The eminent intellectual, sociologist, and literary critic Antonio Cândido de Mello e Souza (b. 1918) discusses slavish copies and examples of foreign works from the perspective of the regional exotic approach that hews closely to Eurocentric sensitivities. In his opinion, and in terms of Latin American literature, these works reflect two aspects of the repercussions of the backwardness and economic underdevelopment of the country. Attempting to position works that do not fit in either category, Cândido suggests a third option that he calls “super-regionalist,” in which the universal nature of the region takes precedence over its picturesque qualities, either in the choice of subject matter or in terms of the creation of the artistic language.
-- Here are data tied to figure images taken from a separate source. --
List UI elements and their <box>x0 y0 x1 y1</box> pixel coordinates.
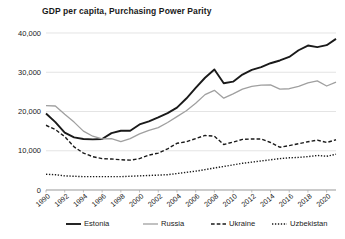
x-axis-tick-labels: 1990199219941996199820002002200420062008… <box>34 192 333 209</box>
y-tick-label: 30,000 <box>18 68 41 77</box>
x-tick-label: 2018 <box>296 192 314 209</box>
x-tick-label: 2004 <box>165 192 183 209</box>
x-tick-label: 2014 <box>258 192 276 209</box>
gridlines <box>46 33 336 190</box>
series-line-uzbekistan <box>46 154 336 176</box>
x-tick-label: 1996 <box>90 192 108 209</box>
chart-plot: 010,00020,00030,00040,000 19901992199419… <box>0 0 345 239</box>
legend-label-uzbekistan: Uzbekistan <box>290 219 328 228</box>
x-tick-label: 1992 <box>52 192 70 209</box>
x-tick-label: 1994 <box>71 192 89 209</box>
legend-label-ukraine: Ukraine <box>229 219 255 228</box>
series-line-ukraine <box>46 125 336 160</box>
y-tick-label: 20,000 <box>18 107 41 116</box>
x-tick-label: 2000 <box>127 192 145 209</box>
y-tick-label: 40,000 <box>18 29 41 38</box>
x-tick-label: 2016 <box>277 192 295 209</box>
x-tick-label: 2010 <box>221 192 239 209</box>
x-tick-label: 2020 <box>314 192 332 209</box>
y-tick-label: 0 <box>37 186 41 195</box>
x-tick-label: 2002 <box>146 192 164 209</box>
x-tick-label: 2012 <box>240 192 258 209</box>
chart-legend: EstoniaRussiaUkraineUzbekistan <box>66 219 328 228</box>
y-tick-label: 10,000 <box>18 146 41 155</box>
series-line-estonia <box>46 39 336 139</box>
y-axis-tick-labels: 010,00020,00030,00040,000 <box>18 29 41 195</box>
x-tick-label: 2006 <box>183 192 201 209</box>
x-tick-label: 1998 <box>109 192 127 209</box>
x-tick-label: 2008 <box>202 192 220 209</box>
legend-label-estonia: Estonia <box>84 219 110 228</box>
legend-label-russia: Russia <box>161 219 185 228</box>
chart-container: GDP per capita, Purchasing Power Parity … <box>0 0 345 239</box>
data-series-group <box>46 39 336 177</box>
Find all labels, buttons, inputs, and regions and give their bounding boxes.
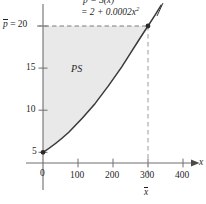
equilibrium-price-label: p = 20 <box>3 20 27 30</box>
producer-surplus-figure: p = S(x) = 2 + 0.0002x2 p = 20 15 10 5 0… <box>0 0 206 204</box>
supply-equation-prefix: = 2 + 0.0002 <box>81 7 132 17</box>
x-tick-label-100: 100 <box>70 171 84 181</box>
curve-start-point-marker <box>41 150 46 155</box>
overbar-x-icon <box>144 187 148 188</box>
x-tick-label-400: 400 <box>175 171 189 181</box>
supply-equation-line2: = 2 + 0.0002x2 <box>81 6 139 18</box>
equilibrium-price-value: = 20 <box>10 19 27 29</box>
x-bar-symbol: x <box>144 188 148 198</box>
supply-equation-exponent: 2 <box>136 5 139 12</box>
y-tick-label-5: 5 <box>32 147 37 157</box>
y-tick-label-15: 15 <box>26 63 36 73</box>
x-axis-name-label: x <box>199 158 203 168</box>
y-tick-label-10: 10 <box>26 105 36 115</box>
equilibrium-point-marker <box>146 24 151 29</box>
producer-surplus-shaded-area <box>43 26 148 152</box>
supply-equation-line1: p = S(x) <box>83 0 114 6</box>
x-tick-label-300: 300 <box>140 171 154 181</box>
x-tick-label-0: 0 <box>40 169 45 179</box>
x-tick-label-200: 200 <box>105 171 119 181</box>
producer-surplus-label: PS <box>71 64 83 74</box>
overbar-p-icon <box>3 19 8 20</box>
equilibrium-quantity-label: x <box>144 188 148 198</box>
p-bar-symbol: p <box>3 20 8 30</box>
[This document reflects an interest in the search for unifying categories that are based on sociocultural criteria. Cândido never deviated from the “literature and society” theme (Princeton University Press, [1965] 1995) of his earliest essays written in the 1940s, but developed a nonpartisan yet critical leftist approach. Despite the fact that A formação da literatura brasileira (momento decisivo), published in 1959, was considered his greatest work, this essay substantiates the lively debate between the work of the avant-garde and Brazilian socioeconomic conditions. Although the author goes back to the 1930s in his essay (published in 1989) when he identifies Mário Vieira de Mello as the forerunner of the matter, there is an inevitable and polemical background in that regard. The matter in question is the “political culture” mentioned by Ferreira Gullar in Vanguarda e subdesenvolvimento: ensayos sobre arte (1963–69), that was published against the backdrop of the military coup through debates at the PCB (Brazilian Communist Party), the RCB (Revista Civilização Brasileira), and the Opinião group.
On the other side of the coin—defending the relevance or forcefulness of Third World avant-garde discourse and vocabulary—was the international acknowledgment achieved by the São Paulo group led by members of Poesia Concreta, for whom sociocultural issues were not the beginning of anything.